SWEETGRASS FIRST NATION - Kanaweyimik Child & Family Services is opening up a number of Emergency Safe Homes to give First Nation families a place to stay when they are experiencing domestic violence.

The facilities will offer two services. A parent and their children escaping a domestic violence situation will have an emergency safe-place to stay in the basement of the home, while the upstairs portion of the residence will be used to house foster children under the care of a house-parent.

Last week an Emergency Safe Home was opened at Sweetgrass First Nation. Before that, a facility was opened at Mosquito, Grizzly Bear's Head, Lean Man (MGBHLM) First Nation. Next, a home will open at Saulteaux First Nation.

Kanaweyimik's executive director, Marlene Bugler, is excited with the initiative to give kids and families a place to stay when they don't have another recourse.

"We give them what they need at the moment, after they are stabilized a bit. Then, we figure out where they need to go from there," she told Â鶹ÊÓƵ. "In the domestic violence situation, it will be one of the parents that will be coming in with the kids. It will be the victim and the children coming in downstairs. It can accommodate the family."
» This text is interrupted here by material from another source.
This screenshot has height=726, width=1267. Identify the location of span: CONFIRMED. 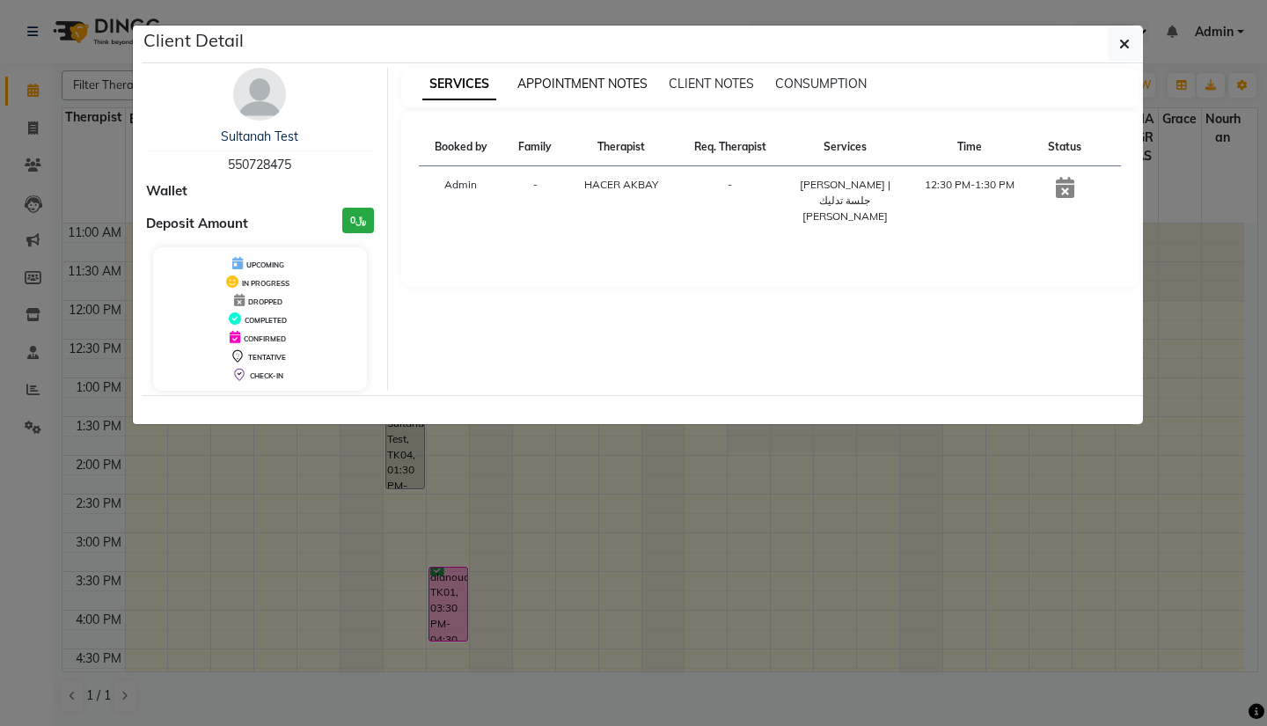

Up to five foster children can stay upstairs, while downstairs a parent escaping domestic violence can have about five or six kids accommodated to keep the family together.

The project has been in the works for a couple of years. The Sweetgrass site still needs a bit of work outside to be complete.
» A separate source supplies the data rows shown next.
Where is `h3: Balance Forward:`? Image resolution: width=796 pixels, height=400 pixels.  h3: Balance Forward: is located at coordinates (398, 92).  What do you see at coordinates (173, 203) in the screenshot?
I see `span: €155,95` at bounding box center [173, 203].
"We've had some delays with the construction and the weather," Bugler said. "But we final got it to the point where we could open the house. We still haven't finished the yard work because there is going to be a fence around it, so it's more secure, and with playground equipment."

The cost to build the Emergency Safe Home is about $800,000 on average for each of the three homes in the project.
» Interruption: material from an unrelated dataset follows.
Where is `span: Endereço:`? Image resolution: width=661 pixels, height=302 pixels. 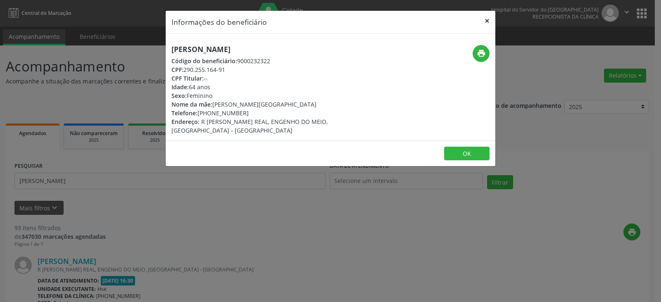
span: Endereço: is located at coordinates (186, 122).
"It's completely set up with furniture and bedding, all the things to get going," Bugler said. "It's funding we get from the federal government, and we just use prior year's dollars we haven't used."

Kanaweyimik received permission from the federal government to open the houses for the initiative.

Bugler noted for foster children, the Emergency Safe Home gives them an opportunity to stay together.

"Children need a safe place to go to," she said. "We're always phoning relatives, other foster homes [to ask] if they have space for one or two children. A lot of times they need to go to different homes because of space. This way a sibling group of up to five can go to the same house."

For families from situations of domestic violence, there was also a great need for these emergency homes.

"I think it's a big issue not only in First Nations, but all over the place," Bugler said. "And, there is limited resources in the Battlefords. There is only one Interval House. When that is full, there is really nowhere for families to go. We would spend money putting them up in hotels, supporting them in hotels until we come up for a plan for them. Now they will have a place to go to."